Outfield prospect Justin Crawford won the International League batting title with a franchise-best .334 average. He has not played since Sept. 4 after suffering a concussion when he collided with teammate Otto Kemp. Crawford was on pace to set three other team records: hits (147), runs (88) and stolen bases in a season (46) before the injury. His 88 runs also led the league. He was third in stolen bases.
Crawford and Mick Abel were voted by the media and staff as the team’s player and pitcher of the year. Abel was 7-2 with a 2.31 ERA in 13 starts before being traded to the Twins in late July.
Gabriel Rincones walked twice Saturday night to finish with 80 this season, one more than current Seattle Mariners shortstop J.P. Crawford (79 in 2017) for the franchise record.
Manager Anthony Contreras is 311-277 in his four seasons in charge. He broke the team record for managerial wins held by Dave Brundage (286-289 from 2014-17).
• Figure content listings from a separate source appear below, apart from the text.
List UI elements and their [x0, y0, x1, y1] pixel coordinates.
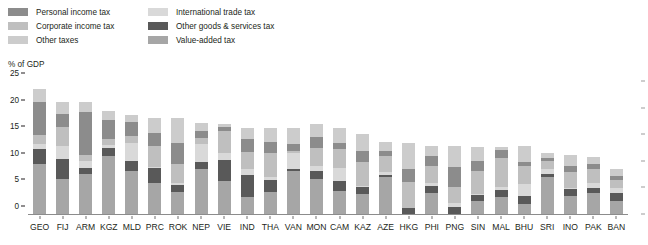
stacked-bar[interactable]: [125, 115, 138, 215]
bar-segment[interactable]: [333, 191, 346, 215]
stacked-bar[interactable]: [171, 118, 184, 215]
bar-segment[interactable]: [218, 160, 231, 181]
bar-segment[interactable]: [310, 124, 323, 137]
bar-slot[interactable]: SIN: [466, 82, 489, 215]
bar-segment[interactable]: [333, 181, 346, 191]
bar-segment[interactable]: [425, 156, 438, 166]
bar-segment[interactable]: [79, 102, 92, 112]
bar-segment[interactable]: [402, 143, 415, 169]
bar-segment[interactable]: [402, 182, 415, 208]
bar-slot[interactable]: PHI: [420, 82, 443, 215]
bar-segment[interactable]: [241, 197, 254, 215]
bar-segment[interactable]: [356, 151, 369, 162]
bar-segment[interactable]: [518, 196, 531, 204]
bar-segment[interactable]: [148, 133, 161, 146]
bar-segment[interactable]: [425, 166, 438, 183]
bar-segment[interactable]: [564, 172, 577, 187]
bar-segment[interactable]: [148, 118, 161, 133]
bar-segment[interactable]: [148, 168, 161, 182]
bar-segment[interactable]: [425, 193, 438, 215]
stacked-bar[interactable]: [564, 155, 577, 215]
bar-segment[interactable]: [379, 156, 392, 172]
bar-segment[interactable]: [56, 127, 69, 146]
bar-segment[interactable]: [287, 153, 300, 169]
bar-segment[interactable]: [333, 128, 346, 142]
bar-slot[interactable]: GEO: [28, 82, 51, 215]
bar-segment[interactable]: [610, 180, 623, 187]
bar-segment[interactable]: [79, 112, 92, 155]
bar-segment[interactable]: [125, 171, 138, 215]
bar-segment[interactable]: [171, 118, 184, 142]
bar-slot[interactable]: HKG: [397, 82, 420, 215]
bar-segment[interactable]: [218, 153, 231, 160]
stacked-bar[interactable]: [495, 147, 508, 215]
bar-segment[interactable]: [264, 192, 277, 215]
bar-segment[interactable]: [333, 149, 346, 168]
stacked-bar[interactable]: [310, 124, 323, 215]
bar-segment[interactable]: [56, 179, 69, 215]
bar-slot[interactable]: AZE: [374, 82, 397, 215]
bar-segment[interactable]: [171, 185, 184, 192]
bar-segment[interactable]: [33, 164, 46, 215]
bar-segment[interactable]: [471, 161, 484, 172]
stacked-bar[interactable]: [287, 128, 300, 215]
bar-slot[interactable]: MLD: [120, 82, 143, 215]
bar-segment[interactable]: [125, 122, 138, 136]
bar-segment[interactable]: [171, 143, 184, 165]
stacked-bar[interactable]: [587, 157, 600, 215]
bar-segment[interactable]: [195, 162, 208, 169]
stacked-bar[interactable]: [148, 118, 161, 215]
bar-segment[interactable]: [587, 193, 600, 215]
bar-slot[interactable]: PNG: [443, 82, 466, 215]
bar-segment[interactable]: [287, 128, 300, 143]
bar-slot[interactable]: MON: [305, 82, 328, 215]
bar-segment[interactable]: [495, 150, 508, 159]
bar-segment[interactable]: [379, 142, 392, 151]
bar-slot[interactable]: FIJ: [51, 82, 74, 215]
bar-segment[interactable]: [564, 196, 577, 215]
bar-segment[interactable]: [148, 146, 161, 167]
bar-segment[interactable]: [425, 146, 438, 156]
bar-segment[interactable]: [495, 197, 508, 215]
bar-segment[interactable]: [264, 142, 277, 153]
bar-segment[interactable]: [33, 102, 46, 134]
bar-slot[interactable]: VIE: [213, 82, 236, 215]
bar-segment[interactable]: [356, 162, 369, 185]
stacked-bar[interactable]: [195, 123, 208, 215]
bar-segment[interactable]: [610, 193, 623, 202]
bar-segment[interactable]: [518, 166, 531, 184]
stacked-bar[interactable]: [218, 124, 231, 215]
bar-segment[interactable]: [448, 146, 461, 167]
bar-slot[interactable]: BHU: [513, 82, 536, 215]
bar-segment[interactable]: [241, 175, 254, 198]
bar-segment[interactable]: [541, 177, 554, 215]
stacked-bar[interactable]: [241, 128, 254, 215]
stacked-bar[interactable]: [610, 169, 623, 215]
bar-segment[interactable]: [310, 137, 323, 148]
bar-segment[interactable]: [425, 186, 438, 193]
stacked-bar[interactable]: [448, 146, 461, 215]
bar-segment[interactable]: [471, 171, 484, 193]
stacked-bar[interactable]: [333, 128, 346, 215]
bar-segment[interactable]: [102, 111, 115, 120]
stacked-bar[interactable]: [33, 89, 46, 215]
bar-segment[interactable]: [310, 179, 323, 215]
bar-slot[interactable]: MAL: [490, 82, 513, 215]
bar-segment[interactable]: [564, 155, 577, 166]
bar-segment[interactable]: [79, 174, 92, 215]
stacked-bar[interactable]: [471, 147, 484, 215]
bar-segment[interactable]: [471, 147, 484, 161]
bar-segment[interactable]: [125, 143, 138, 161]
stacked-bar[interactable]: [56, 102, 69, 215]
bar-segment[interactable]: [448, 187, 461, 203]
bar-segment[interactable]: [125, 115, 138, 122]
bar-segment[interactable]: [518, 146, 531, 161]
bar-segment[interactable]: [287, 171, 300, 215]
bar-segment[interactable]: [310, 171, 323, 179]
bar-segment[interactable]: [148, 183, 161, 215]
stacked-bar[interactable]: [356, 134, 369, 215]
stacked-bar[interactable]: [79, 102, 92, 215]
bar-segment[interactable]: [171, 164, 184, 182]
bar-slot[interactable]: THA: [259, 82, 282, 215]
bar-segment[interactable]: [287, 144, 300, 151]
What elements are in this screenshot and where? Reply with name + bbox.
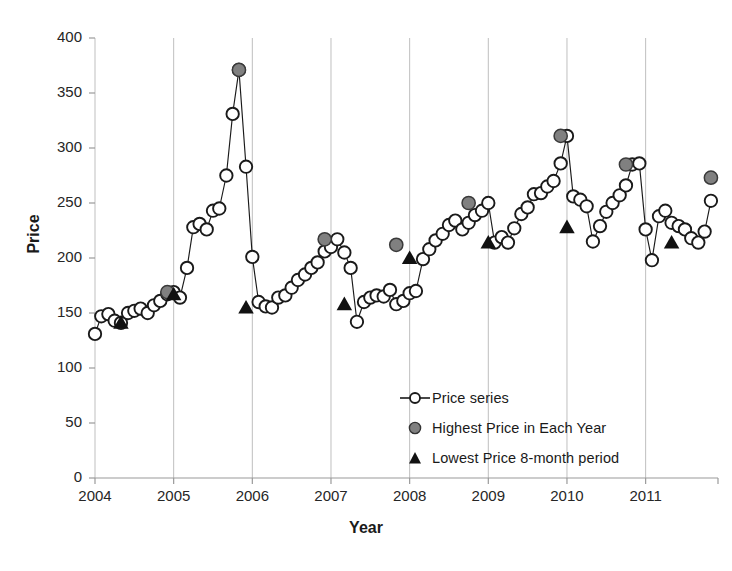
x-axis-tick-label: 2009 — [448, 487, 528, 504]
legend-item-highest-price: Highest Price in Each Year — [398, 413, 619, 443]
filled-gray-circle-marker-icon — [398, 417, 432, 439]
y-axis-tick-label: 0 — [30, 468, 82, 485]
x-axis-title: Year — [0, 519, 732, 537]
y-axis-tick-label: 400 — [30, 28, 82, 45]
x-axis-tick-label: 2008 — [370, 487, 450, 504]
y-axis-tick-label: 150 — [30, 303, 82, 320]
x-axis-tick-label: 2004 — [55, 487, 135, 504]
chart-legend: Price series Highest Price in Each Year … — [398, 383, 619, 473]
price-chart: 050100150200250300350400 200420052006200… — [0, 0, 732, 571]
x-axis-tick-label: 2005 — [134, 487, 214, 504]
legend-label: Highest Price in Each Year — [432, 420, 606, 436]
legend-label: Lowest Price 8-month period — [432, 450, 619, 466]
x-axis-tick-label: 2006 — [212, 487, 292, 504]
plot-area — [0, 0, 732, 571]
y-axis-tick-label: 350 — [30, 83, 82, 100]
legend-label: Price series — [432, 390, 509, 406]
price-series-markers — [89, 64, 717, 340]
y-axis-tick-label: 300 — [30, 138, 82, 155]
x-axis-tick-label: 2010 — [527, 487, 607, 504]
legend-item-price-series: Price series — [398, 383, 619, 413]
highest-price-markers — [161, 63, 718, 298]
y-axis-title: Price — [25, 191, 43, 277]
legend-item-lowest-price: Lowest Price 8-month period — [398, 443, 619, 473]
x-axis-tick-label: 2011 — [606, 487, 686, 504]
x-axis-tick-label: 2007 — [291, 487, 371, 504]
open-circle-line-marker-icon — [398, 387, 432, 409]
y-axis-tick-label: 50 — [30, 413, 82, 430]
filled-black-triangle-marker-icon — [398, 447, 432, 469]
y-axis-tick-label: 100 — [30, 358, 82, 375]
Lehigh Valley led Minor League Baseball (120 teams) in total attendance and average attendance in 2025. The 8,830 on Sunday at Coca-Cola Park brings the total this year to 585,155. It is the third year in a row the IronPigs have led MiLB in attendance. They have drawn at least 500,000 in every year of their existence beginning in 2008 (17 years minus the COVID 2020 season). They averaged 8,241 fans in 74 home dates in 2025.
Kemp was hit by a pitch a franchise-record 19 times in only 343 plate appearances.